Which script (was Re: comp.unix.questions)
Dr A. N. Walker
anw at maths.nott.ac.uk
Wed Sep 19 03:07:08 AEST 1990
In article <572 at DIALix.UUCP> bernie at DIALix.oz.au (Bernd Felsche) writes:
[re my comment that any script that determines how it was called is
easily spoofed]
>IMHO: Your shell is broken. Not my script. On all the real bourne
>shells I've tested this on (two so far) the results are dependent on
>the _environment_ PATH setting.
>
>Your shell is not using PATH as set in the environment, only its
>internal working space value.
Well, our PDP 11 is now deceased, so I can't run a *real*
Bourne shell [the one in pseudo Algol] without compiling up the source,
but I think you have misunderstood "my" result. Sorry if this was
caused by lack of clarity in the original; let me try again.

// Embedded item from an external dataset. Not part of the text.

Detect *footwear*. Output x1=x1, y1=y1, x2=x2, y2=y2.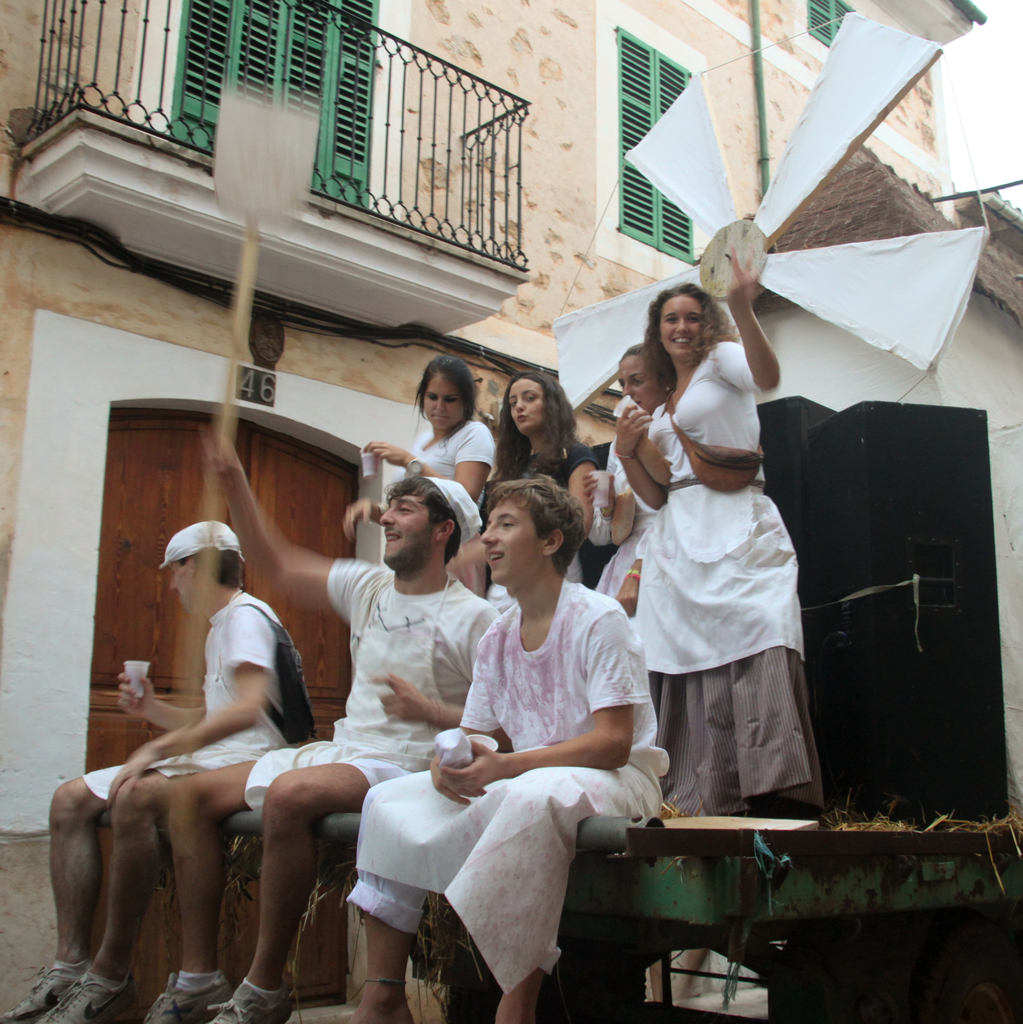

Suppose I am running a shell [A], and invoke a sub-shell [B].
In B, I set "PATH=/something/or/other", without exporting it. This
PATH is now used to find commands. I invoke a shell script "spoof".
This script is run with $0 set to "spoof", but it does *not* inherit
PATH from B. Thus "spoof" is actually "/something/or/other/spoof",
but there is nothing in the environment *of "spoof"* that enables it
to recover this information. In the shells instantly available to me,
PATH is in fact inherited from A, so anything that *"spoof"* does to
discover how it was called is likely to be wrong, depending on the
ingenuity of the PATH setting in A.
By working slightly harder (eg, writing a C program), "spoof"
can be supplied with whatever $0 and PATH (or anything else in the
environment, such as IFS) a bad guy likes. Thus, any shell script
that includes code like
case $0 in
foo) some command
esac
is insecure. Of course, code that searches "$PATH" is perfectly OK
for run-of-the-mill utility scripts, where only the caller is hurt
if the script does something unexpected.
--
Andy Walker, Maths Dept., Nott'm Univ., UK.